Hospitals, independent device repairers, public health groups oppose changes that would undermine medical Right to Repair

Media Contacts
Kevin O'Reilly

Former Director, Campaign for the Right to Repair, PIRG

WASHINGTON — The U.S. Public Interest Research Group (PIRG) and the International Association of Medical Equipment Remarketers and Servicers (IAMERS) delivered a letter to the House Energy & Commerce committee Tuesday opposing a manufacturer-backed amendment to the Medical Device User Fees Amendment (MDUFA), a must-pass piece of legislation.

The letter—signed by leaders from health networks representing 253 hospitals across 26 states, the country’s top independent service organizations (ISOs) and other repair and public health advocates—states that the changes to the definition of “remanufacturing” suggested by Rep. Scott Peters’ (CA) H.R.7253 could severely reduce competition in the medical device repair industry. PIRG and IAMERS also delivered a similar letter signed by 100 biomedical repair technicians, aka biomeds, who work on our healthcare system’s frontlines to maintain and service medical devices.

“The pandemic exposed how manufacturer repair restrictions cause service delays that hurt clinicians’ ability to give patients life-saving care,” said Kevin O’Reilly, U.S. PIRG’s Right to Repair campaign director. “This bill would worsen patient safety and drive up healthcare costs.”

H.R.7253, the “Clarifying Remanufacturing to Protect Patient Safety Act,” would expand the definition of “remanufacturing” beyond the recommendation issued by the Food and Drug Administration (FDA) in draft guidance in June 2021. If revised, the definition would include activities that have long been considered routine maintenance. As a result, many hospital biomed departments and ISOs could have to register with the FDA as manufacturers—bringing potentially overwhelming costs and regulatory burdens—to continue providing the equipment maintenance services that a 2018 FDA Report described as “critical to the functioning of the U.S. healthcare system.”

The FDA has engaged more than 80 stakeholders from across the device-servicing community and solicited public comment to establish a definition of remanufacturing that would satisfy all parties and appropriately address the problem. Congress would bypass this process by accepting the amendment laid out in H.R.7253.

“This legislation would do more to confuse than it would to clarify as it defines as remanufacturing any acts which ‘could’ significantly change performance. How is a term like ‘could’ an improved legislative clarification of what activities are servicing and what activities are remanufacturing?” said IAMERS General Counsel Robert Kerwin. “It is all the more ill-timed as we await the FDA’s final guidance on remanufacturing, which has been designed by FDA as an ‘A’ list priority for this year after several years of consultation with industry. Congress should welcome this deliberative process as a means to reach results for the industry and for patients.”

While the issue of repair restrictions is not new, the COVID-19 pandemic exposed the extent of the problem. As ventilators were pressed into around-the-clock use, repair and maintenance issues became more pronounced. A U.S. PIRG survey of biomeds conducted between December 2020 and February 2021 found that 80% had equipment they could not service because of restrictions on critical repair materials.  

“I manage ventilator repair for a dozen hospitals across the state of Colorado. When our equipment beaks, we need to be able to fix it, STAT,” said Leticia Reynolds, president of the Colorado Association of Biomedical Equipment Technicians. “Our team of clinical engineers and biomeds is world-class, but there’s nothing they can do to fix critical equipment when we can’t access needed repair materials. We already face too many delays waiting for manufacturer-branded technicians to show up on site. This bill would only make our job harder.”

Efforts to enact medical Right to Repair, which would provide qualified biomeds with access to everything they need to fix modern medical equipment have gained steam in the wake of the COVID-19 pandemic. Sen. Ron Wyden (OR) and Rep. Yvette Clarke (NY) introduced the Critical Medical Infrastructure Right-to-Repair Act of 2020, and states from Hawaii to California to Arkansas have considered similar legislation. The issue was also included in President Joe Biden’s Executive Order on Promoting Competition in the American Economy. Special Assistant to the President Tim Wu stated in a town hall that the issue is a “confluence of a lot of really important priority policies for the Biden Administration.”

H.R.7253 was not included in the House Committee on Energy & Commerce’s initial MDUFA package, which goes to markup in the Health Subcommittee on Wednesday. The language could still be added in a manager’s amendment before Wednesday, or during the ensuing markup.

“Leaders in Congress should know one thing: this change is too controversial to be included in a package that is meant to be bipartisan and popular,” O’Reilly said. “We need Congress to promote competition that will deliver patients the best care possible, not pass industry-backed efforts to squash it. H.R.7253 misses that mark.”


- What to produce: In your copy, include no images, and write out every entry below exactly as it stands.

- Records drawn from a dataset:
————

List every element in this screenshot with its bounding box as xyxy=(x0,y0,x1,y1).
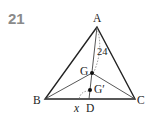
label-g: G xyxy=(80,65,88,77)
label-unknown-x: x xyxy=(73,102,80,114)
label-c: C xyxy=(137,94,145,106)
label-b: B xyxy=(33,94,41,106)
label-d: D xyxy=(86,102,94,114)
label-g-prime: G′ xyxy=(94,83,105,95)
label-length-24: 24 xyxy=(97,46,108,57)
point-g xyxy=(90,71,94,75)
triangle-diagram: A B C G G′ D 24 x xyxy=(0,0,155,117)
point-g-prime xyxy=(88,88,92,92)
label-a: A xyxy=(93,12,102,24)
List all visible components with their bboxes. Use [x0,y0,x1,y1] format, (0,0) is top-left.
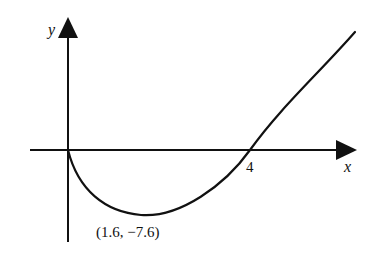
y-axis-arrow-icon [58,17,78,38]
x-axis-arrow-icon [336,140,357,160]
graph-figure: y x 4 (1.6, −7.6) [0,0,369,255]
x-intercept-label: 4 [246,159,254,175]
function-curve [68,32,355,215]
y-axis-label: y [46,21,56,39]
minimum-point-label: (1.6, −7.6) [96,224,159,241]
x-axis-label: x [343,158,351,175]
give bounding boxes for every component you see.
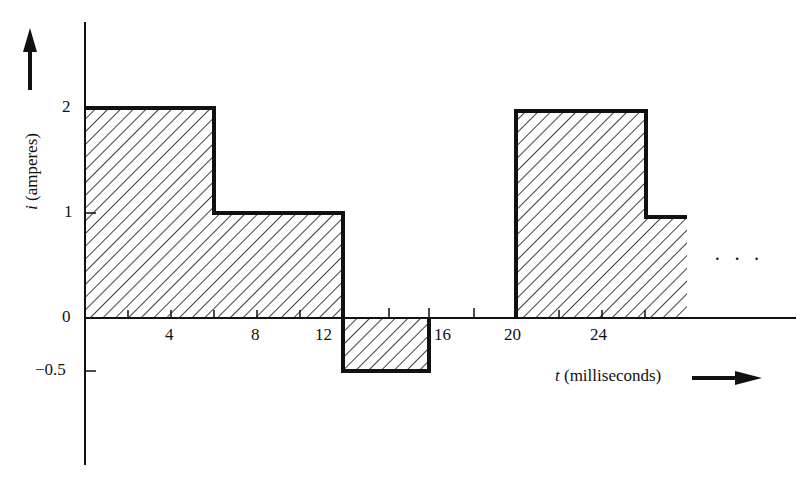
x-axis-arrow-icon [692, 371, 762, 385]
y-axis-variable: i [22, 205, 41, 210]
x-tick-label-16: 16 [434, 325, 451, 345]
waveform-chart [0, 0, 811, 487]
continuation-ellipsis: · · · [714, 248, 764, 271]
x-tick-label-20: 20 [504, 325, 521, 345]
pulse-region-2 [516, 111, 687, 318]
x-axis-variable: t [555, 366, 560, 385]
x-axis-title: t (milliseconds) [555, 366, 661, 386]
x-tick-label-8: 8 [251, 325, 260, 345]
x-tick-label-4: 4 [165, 325, 174, 345]
y-tick-label-neg-0-5: −0.5 [35, 360, 66, 380]
negative-region [343, 318, 429, 371]
y-tick-label-1: 1 [64, 202, 73, 222]
y-tick-label-0: 0 [62, 307, 71, 327]
y-axis-title: i (amperes) [22, 133, 42, 210]
x-axis-unit: (milliseconds) [564, 366, 661, 385]
x-tick-label-24: 24 [590, 325, 607, 345]
x-tick-label-12: 12 [315, 325, 332, 345]
y-axis-arrow-icon [23, 28, 37, 90]
y-tick-label-2: 2 [62, 97, 71, 117]
y-axis-unit: (amperes) [22, 133, 41, 201]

————

- Answer to this exercise:
List every element in this screenshot with its bounding box as xyxy=(x0,y0,x1,y1).
label-g: G xyxy=(80,65,88,77)
label-unknown-x: x xyxy=(73,102,80,114)
label-c: C xyxy=(137,94,145,106)
label-b: B xyxy=(33,94,41,106)
label-d: D xyxy=(86,102,94,114)
label-g-prime: G′ xyxy=(94,83,105,95)
label-length-24: 24 xyxy=(97,46,108,57)
point-g xyxy=(90,71,94,75)
triangle-diagram: A B C G G′ D 24 x xyxy=(0,0,155,117)
point-g-prime xyxy=(88,88,92,92)
label-a: A xyxy=(93,12,102,24)
List all visible components with their bboxes. Use [x0,y0,x1,y1] format, (0,0) is top-left.
y-axis-arrow-icon [58,17,78,38]
x-axis-arrow-icon [336,140,357,160]
graph-figure: y x 4 (1.6, −7.6) [0,0,369,255]
x-intercept-label: 4 [246,159,254,175]
function-curve [68,32,355,215]
y-axis-label: y [46,21,56,39]
minimum-point-label: (1.6, −7.6) [96,224,159,241]
x-axis-label: x [343,158,351,175]
give bounding boxes for every component you see.
x-axis-arrow-icon [692, 371, 762, 385]
y-axis-variable: i [22, 205, 41, 210]
x-tick-label-16: 16 [434, 325, 451, 345]
waveform-chart [0, 0, 811, 487]
continuation-ellipsis: · · · [714, 248, 764, 271]
x-tick-label-20: 20 [504, 325, 521, 345]
pulse-region-2 [516, 111, 687, 318]
x-axis-variable: t [555, 366, 560, 385]
x-axis-title: t (milliseconds) [555, 366, 661, 386]
x-tick-label-8: 8 [251, 325, 260, 345]
x-tick-label-4: 4 [165, 325, 174, 345]
y-tick-label-neg-0-5: −0.5 [35, 360, 66, 380]
negative-region [343, 318, 429, 371]
y-tick-label-1: 1 [64, 202, 73, 222]
y-tick-label-0: 0 [62, 307, 71, 327]
y-axis-title: i (amperes) [22, 133, 42, 210]
x-axis-unit: (milliseconds) [564, 366, 661, 385]
x-tick-label-24: 24 [590, 325, 607, 345]
x-tick-label-12: 12 [315, 325, 332, 345]
y-axis-arrow-icon [23, 28, 37, 90]
y-tick-label-2: 2 [62, 97, 71, 117]
y-axis-unit: (amperes) [22, 133, 41, 201]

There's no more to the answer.